Formed in the mid-‘60s by then-teenaged vocalist "Jinx" Dawson, drummer Steve Ross, and the aforementioned Mr. Osborne in the mid-‘60s, Coven began attracting attention while opening for bands like Alice Cooper, the MC5, and The Yardbirds both for its dark psychedelic sound and for its wholehearted, unrepentant embrace of sex and Satan. During each performance, Dawson – whose vocals are somewhat reminiscent of Grace Slick with a snarl – would extend her fingers in the now-familiar devil's horns gesture while a roadie would be hung on an upside-down cross.
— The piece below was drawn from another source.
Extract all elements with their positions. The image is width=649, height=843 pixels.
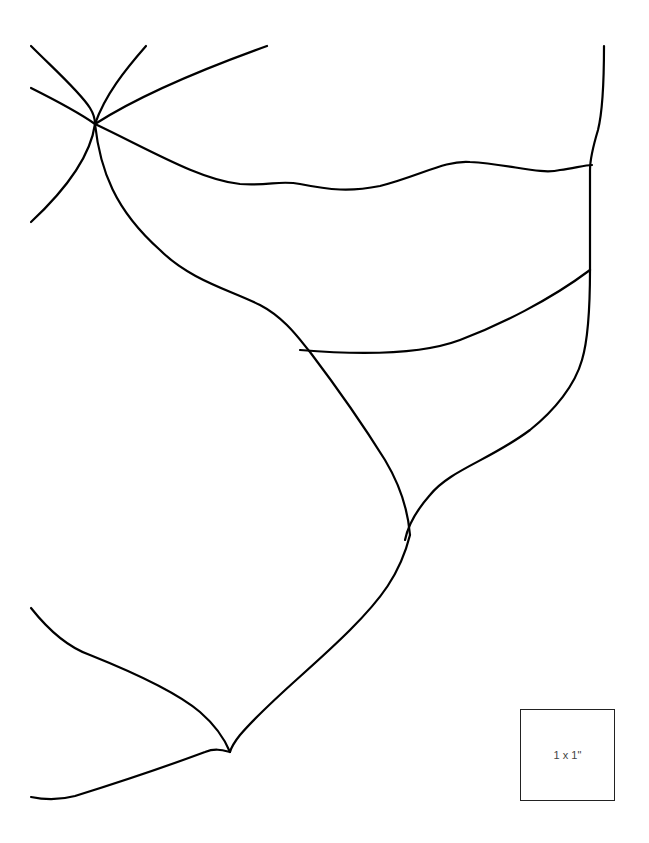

The band caught the eye of Chicago-based producer Bill Traut, who had formed a label named Dunwich. Traut brought songwriter Jim Donlinger on board to contribute material, and ushered Coven into the studio to record Witchcraft.

 

The result was a truly one-of-a-kind record. While subsequent bands exploited demonic imagery and occult themes for commercial success and sensationalism, Coven were true (un)believers. Thus, the last track on the album, "Satanic Mass," is a full Black Mass, the only recording of its kind, while the double-gatefold album jacket – which has been faithfully reproduced here  – not only displays a picture of a naked Dawson splayed across a ritualistic altar surrounded by hooded members of the band and its associates, but also includes the full text of a Black Mass along with lyrics to the unabashedly Satan-worshipping songs.

 

In the end, Witchcraft was a little too far ahead of its time; coming out in 1969, at the height of hysteria about Satanism whipped up by the Manson Family murders, the album generated a firestorm of reaction, which turned into an inferno when Manson himself was photographed holding a copy of the record. The album was recalled, Dunwich withdrew support, and the band bounced around a couple of other labels before going on hiatus in 1976. But Coven remains a crucial, if under recognized, influence on hard rock and heavy metal. Whether approached as a cultural artifact, a totemic fetish, a camp classic, or just really cool music, it will cast a spell on you!